I’m sure that today even Ben Bernanke would agree that they erred in not sharply cutting rates at the September 2008 meeting. During the fall of 2008 the Fed needed to do enough stimulus so that forecasts of 2010 NGDP remained roughly 10% above actual 2008 levels. They didn’t even come close, which is why the recession was so much worse than it needed to be. The sub-prime fiasco made a mild recession almost inevitable, but the fall in NGDP (the biggest since the 1930s), made it far worse than it needed to be. Sharply falling NGDP expectations in late 2008 led to sharply lower asset prices, which dramatically worsened bank balance sheets. IMF estimates of expected US banking system losses nearly tripled in late 2008 and early 2009, even though the sub-prime fiasco was already well-understood by mid-2008. What wasn’t predicted in mid-2008 was the catastrophic fall in NGDP over the next 12 months.
At first glance Taylor’s piece looks like a critique of NGDP targeting.

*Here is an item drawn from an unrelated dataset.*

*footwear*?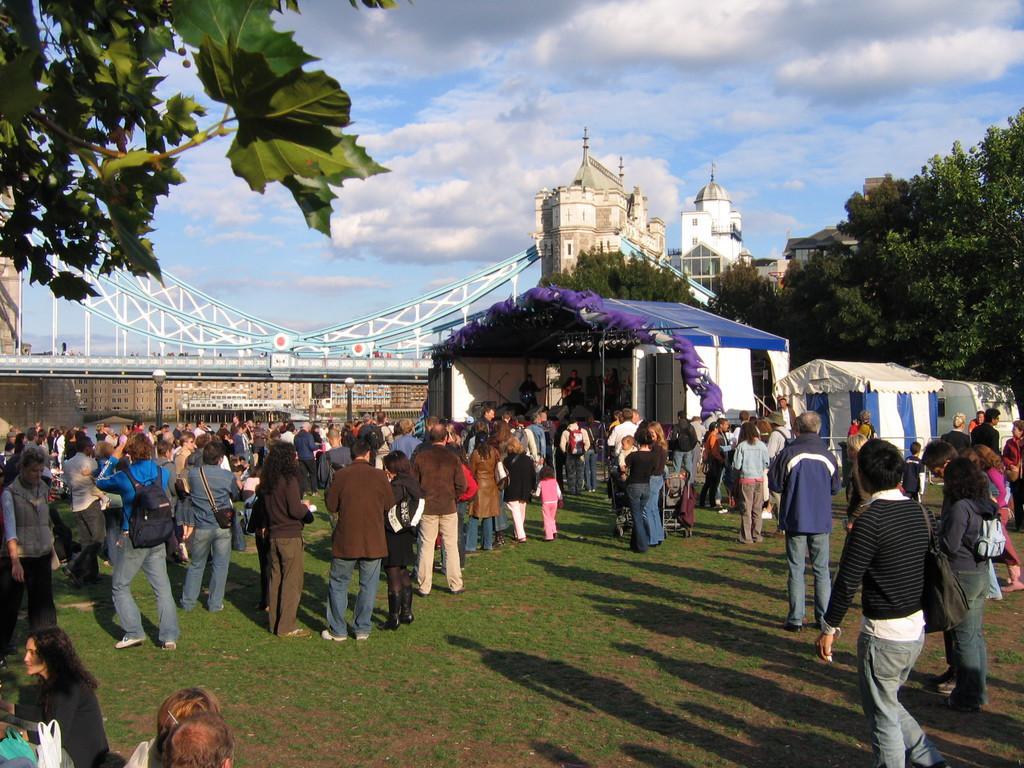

But on close inspection it is something different. It is a discussion of tactics; level versus growth rate targeting. Rules versus discretion. I’ve added the issue of forward-looking versus backward-looking rules. These are all interesting issues, and I actually agree with Taylor on the importance of policy rules. He is well aware that some of the most distinguished proponents of NGDP targeting (such as Bennett McCallum) have proposed explicit NGDP policy rules. He also knows that the dual mandate embedded in NGDP targeting is not that different from the dual mandate embedded in the Taylor Rule. Readers of critiques by Taylor and Shlaes need to keep in mind that their real target isn’t NGDP targeting, it’s discretion. I hope John Taylor will consider jumping on board and writing an explicit “Taylor Rule” for NGDP targeting, so that if the Fed does move in that direction they do so in a responsible way.
BTW, What’s the non-discretionary Taylor Rule suggestion for Fed policy if rates fall to zero and further stimulus is needed?